▸ TASK TO CARRY OUT
Your copy should repeat each record exactly and contain none of the pictures.

Saved entries:
--------------------------------------------------

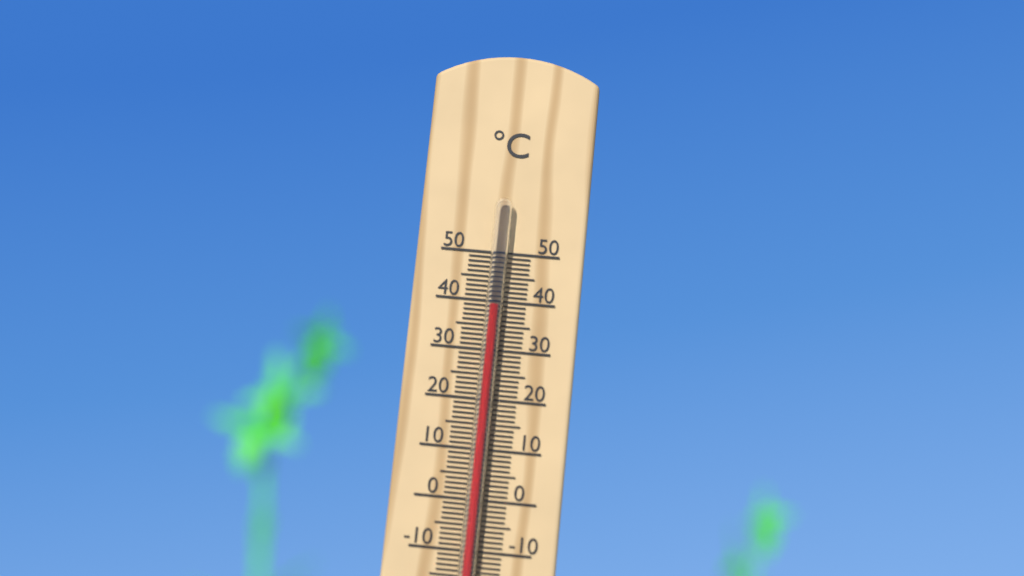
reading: 39 °C
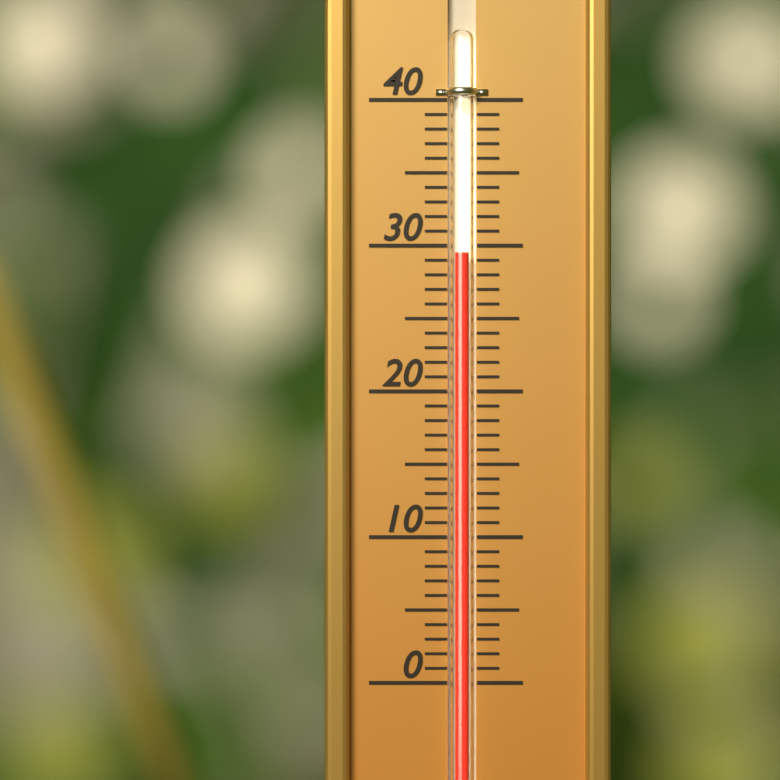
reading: 29.5 (no unit)
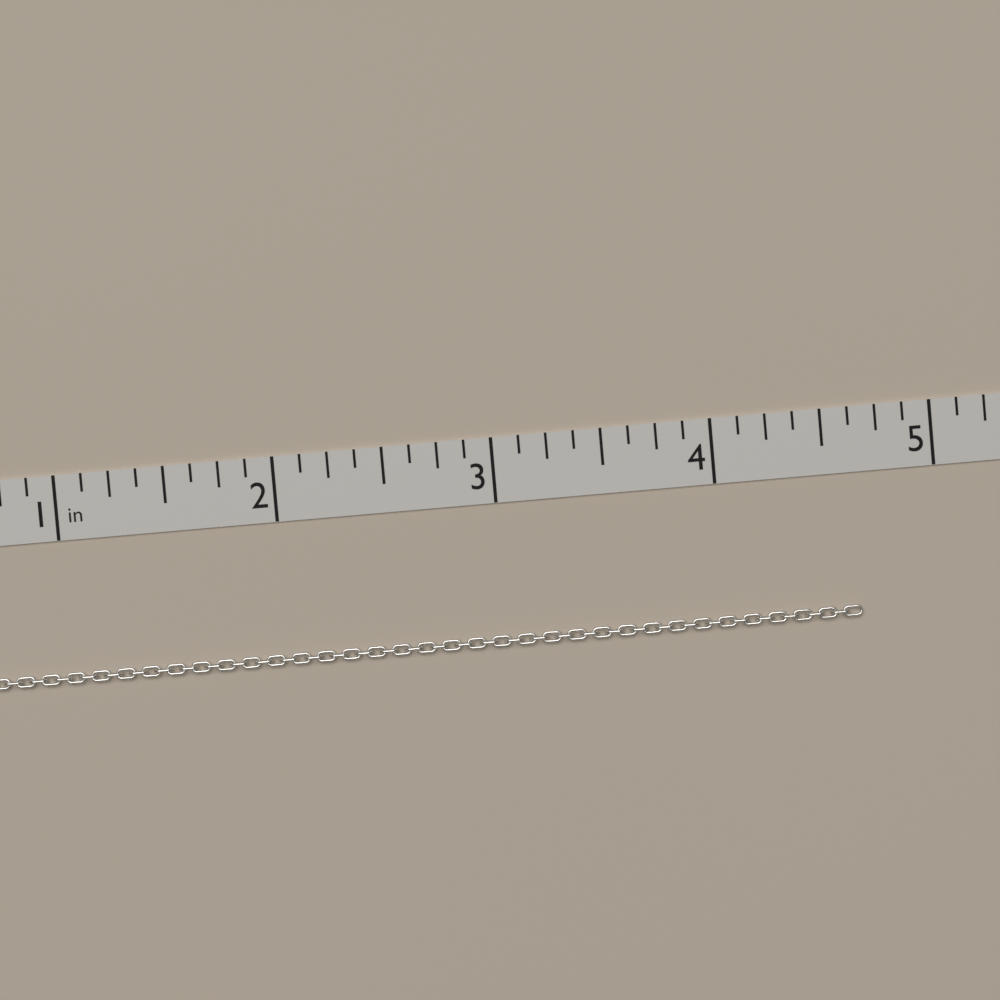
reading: 4.625 in
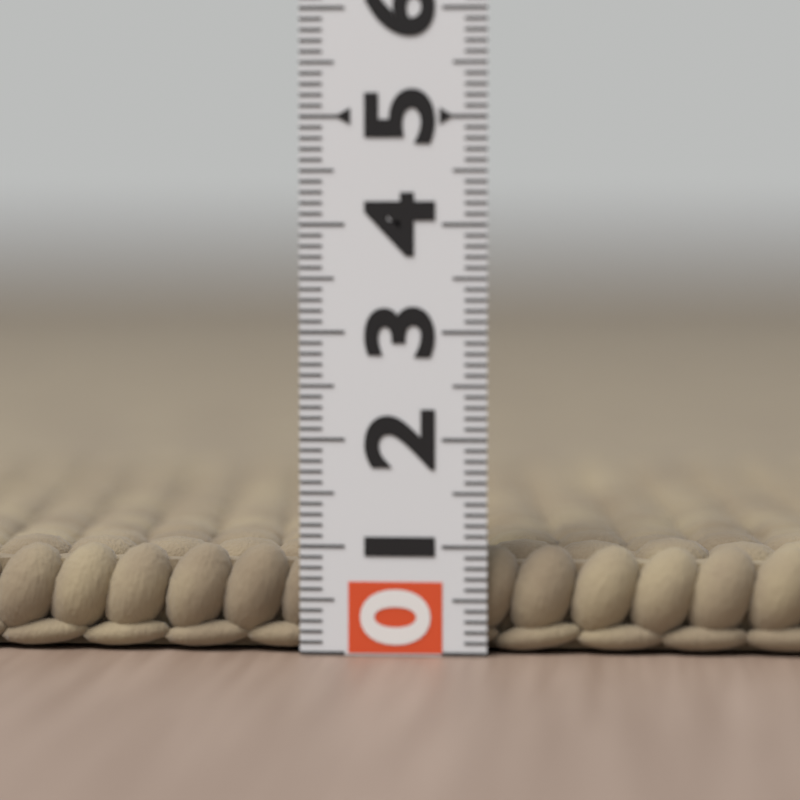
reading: 1.0 (no unit)
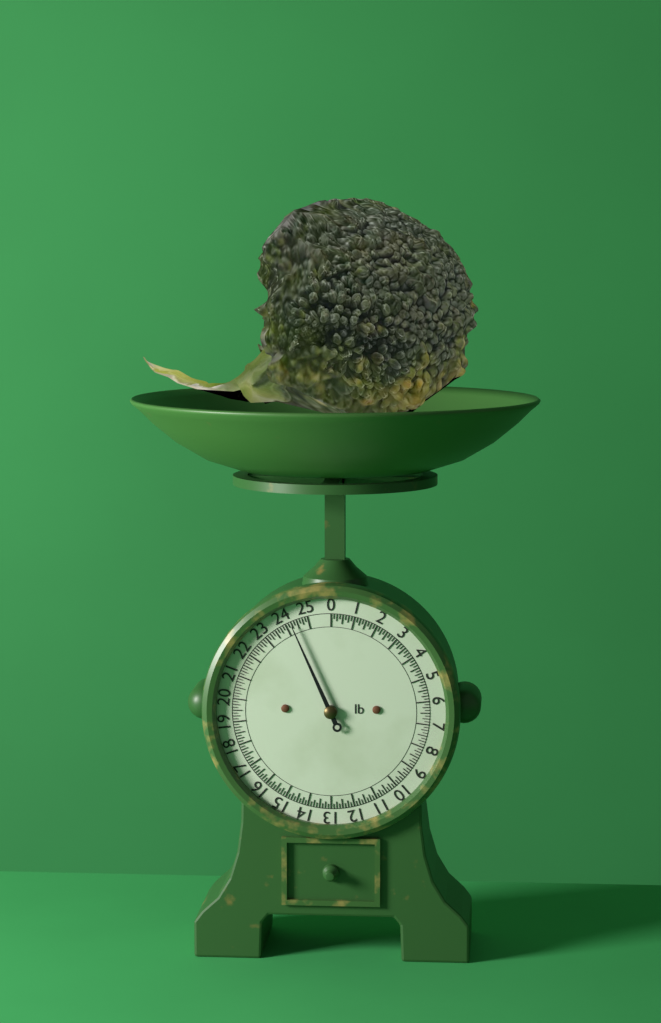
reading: 24.250 lb
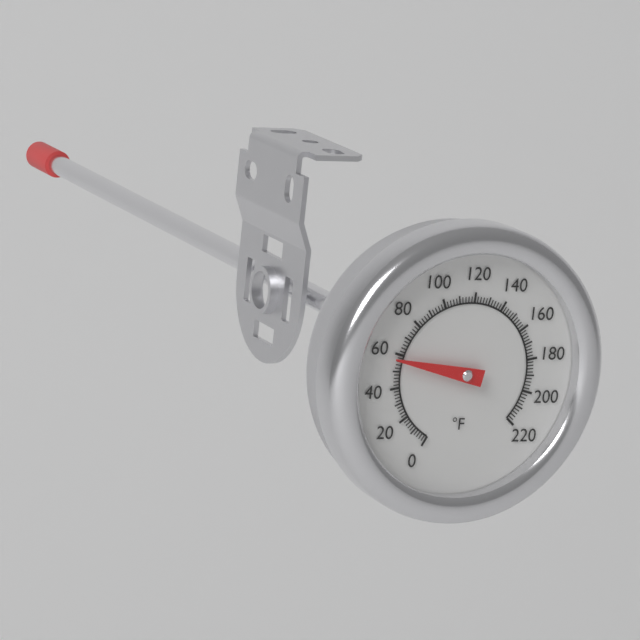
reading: 57 °F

--------------------------------------------------

▸ EXERCISE ANSWER
reading: 39 °C
reading: 29.5 (no unit)
reading: 4.625 in
reading: 1.0 (no unit)
reading: 24.250 lb
reading: 57 °F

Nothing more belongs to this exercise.